EXERCISE INSTRUCTIONS — Two lines in the data below mark the range: the one with "Find the location of a particular element. This" and the one with "The image size". Return both, along with every line between them, exactly.

DATA FOR PROCESSING —
------------
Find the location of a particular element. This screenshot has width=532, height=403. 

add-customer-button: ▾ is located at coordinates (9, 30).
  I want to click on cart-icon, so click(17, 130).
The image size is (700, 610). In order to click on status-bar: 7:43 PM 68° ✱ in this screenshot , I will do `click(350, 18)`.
------------
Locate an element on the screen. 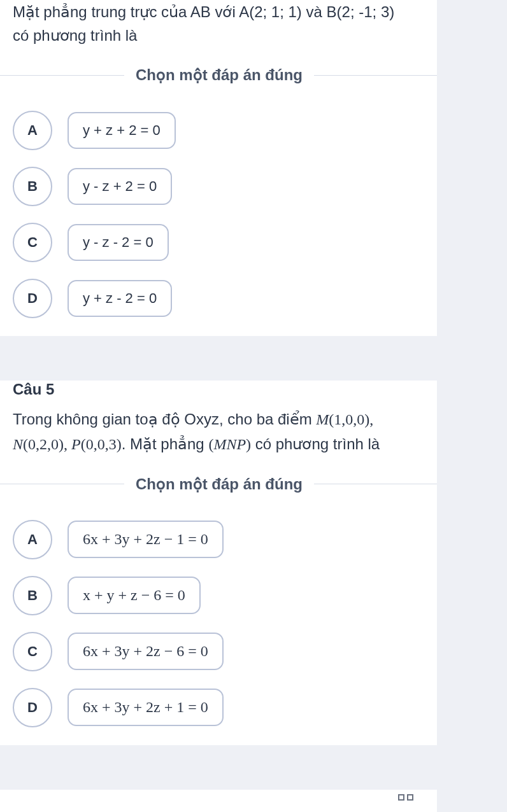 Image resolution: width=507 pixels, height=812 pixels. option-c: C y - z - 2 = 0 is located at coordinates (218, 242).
------------
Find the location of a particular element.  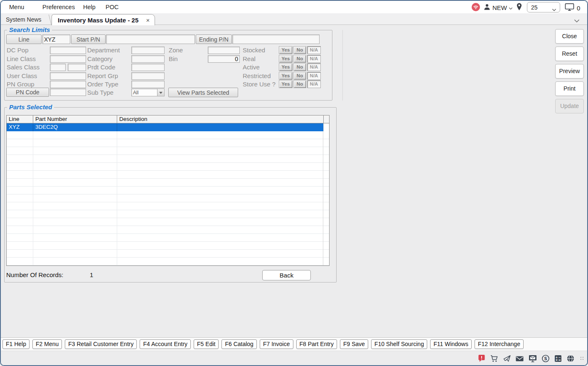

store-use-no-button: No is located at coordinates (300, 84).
------------
YOUR RESPONSE —
Find the location of a particular element. This screenshot has width=532, height=403. 

add-customer-button: ▾ is located at coordinates (9, 30).
  I want to click on cart-icon, so click(17, 130).
The image size is (700, 610). In order to click on status-bar: 7:43 PM 68° ✱ in this screenshot , I will do `click(350, 18)`.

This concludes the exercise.